The question haunted Brenna through the next week as her patient battled for his life against the burning possession of fever. It attacked his lungs, making him struggle for every breath. Yet when he coughed up the yellow drowning, the effort tore at his wounds. Brenna sang to him or soothed him with the psalms and Scripture she’d committed to memory while at Avalon. The voice had as much healing quality as the hands, her nurse had said.

When delirious nightmares punished him, she held him, talked him through his imagined travails, praying all the while that these dream demons were imagined. Yet the way he cringed in her arms and cursed vehemently at blood and gore, at murdering women and children, and at madmen and witches made them seem real. Too real … and familiar.

Her only consolation came in his equal denouncement of the O’Byrnes and Gowrys.“’Twas foolrede! Neither side deserved to win. Tarlach claimed the victory, but he lost as much as the Gowrys.”

“How could Tarlach lose more than his life?” Brenna ventured during one of the deliriums. Her blood ran cold with dread. Had the man in her arms been there? Had he seen her parents’ massacre? Surely he’d been no more than a child at the time. “Was it his soul?”

The stranger looked at her as if she were an apparition and not what he saw in his tortured dementia. “His mind, lassie,” he railed at her, his voice dry and cracking. “He lost his mind … his honor. He had no right!”

“No right to what, sir?”

Ealga never dwelled much on the night of Brenna’s parents’ death, except to say that it was a bloody massacre, done in the dark and shame of night.

“The children, lassie. There was no need to kill children.”

Aye, everyone had been murdered. All except for her and Ealga. The nurse had bundled Brenna off to the safety of the hills. Joanna of Gowrys had foreseen the event and made certain her daughter would be spared.

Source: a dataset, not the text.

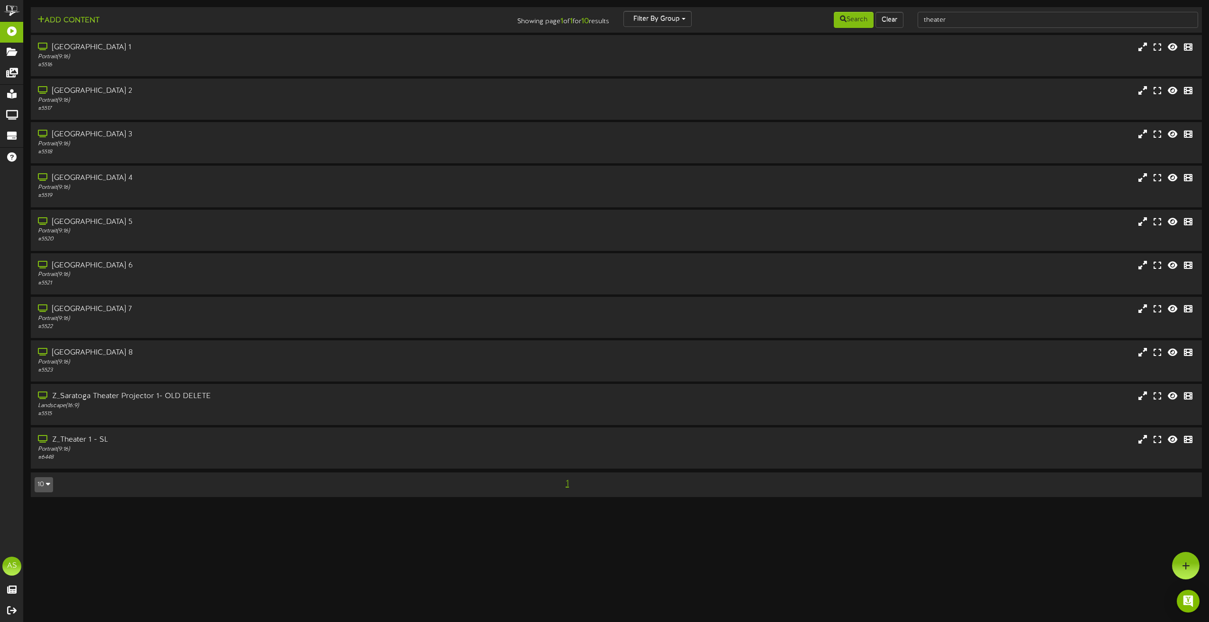 This screenshot has width=1209, height=622. What do you see at coordinates (657, 19) in the screenshot?
I see `button: Filter By Group` at bounding box center [657, 19].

“God save the innocents! Would that I’d joined them, for they are surely better off than the likes of me now.”

“What did you see? Did you see Lady Joanna … the witch?” If the stranger believed her mother was a witch, then he was Brenna’s enemy to be sure.

He shook his head, clasping Brenna to him with his good arm. “Only if beauty and kindness be witchery. The dagger that killed her killed me as well. I am dead, but trapped in a living body, not much better off than Tarlach himself. I am too old to live and too young to die. ’Tis a damnable curse, worse than the one she put upon us.”

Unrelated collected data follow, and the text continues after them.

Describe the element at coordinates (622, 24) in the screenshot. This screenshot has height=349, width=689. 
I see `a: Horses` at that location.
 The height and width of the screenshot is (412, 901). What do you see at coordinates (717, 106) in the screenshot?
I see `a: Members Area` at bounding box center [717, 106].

Brenna’s heart shuddered to a stop. “You’re an O’Byrne.” It was a statement, not a question. Her patient could be no other.

“Nay, never! I only go through the motions.”

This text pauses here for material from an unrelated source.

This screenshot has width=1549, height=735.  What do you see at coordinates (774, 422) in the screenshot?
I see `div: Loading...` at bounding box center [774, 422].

Relief washed over her, leaving confusion in its wake. If he was not an O’Byrne, who was he? Did she want to know? Could she ever close an eye again without fearing for her life?

“What motions, sir?”

“Life, milady. Better you should let me die.”

The sheer force of his words shook her to the core. His was a torment that reached into the very recesses of his mind, far worse than what she’d battled thus far. His utter hopelessness explained why his improvement had been so slow. How tragic to possess cherished youth and wish it away for death! His despair seeped into her, overwhelming her.

Despite her closed eyes, she saw a young boy with burnished auburn hair, blood seeping down his cheek. But it was the horror in his eyes that riveted her, made her hold the man in her arms even tighter. No child should see what he had seen.

A sob wrenched free of her patient’s throat, only to be caught and muffled against her as she cradled his head. “Hush,
a stór,
” she cooed, bestowing without second thought the endearment that Eagla lavished upon her when the affairs of childhood—a skinned knee, a pet that died, or one that had to be let go—grew too great for Brenna to bear. Another and yet another sob shook the body of the man, but they poured from the heart of that boy. That poor, frightened child.

And as Brenna held him now, understanding dawned. That boy had never smiled again. Never laughed or loved. The blackness that had enshrouded his heart that night of terror wouldn’t allow it. Brenna couldn’t see the blackness, but somehow she knew it. This was what needed healing. His body was strong, but as long as this darkness imprisoned the spirit of the child he’d been, the man could not survive.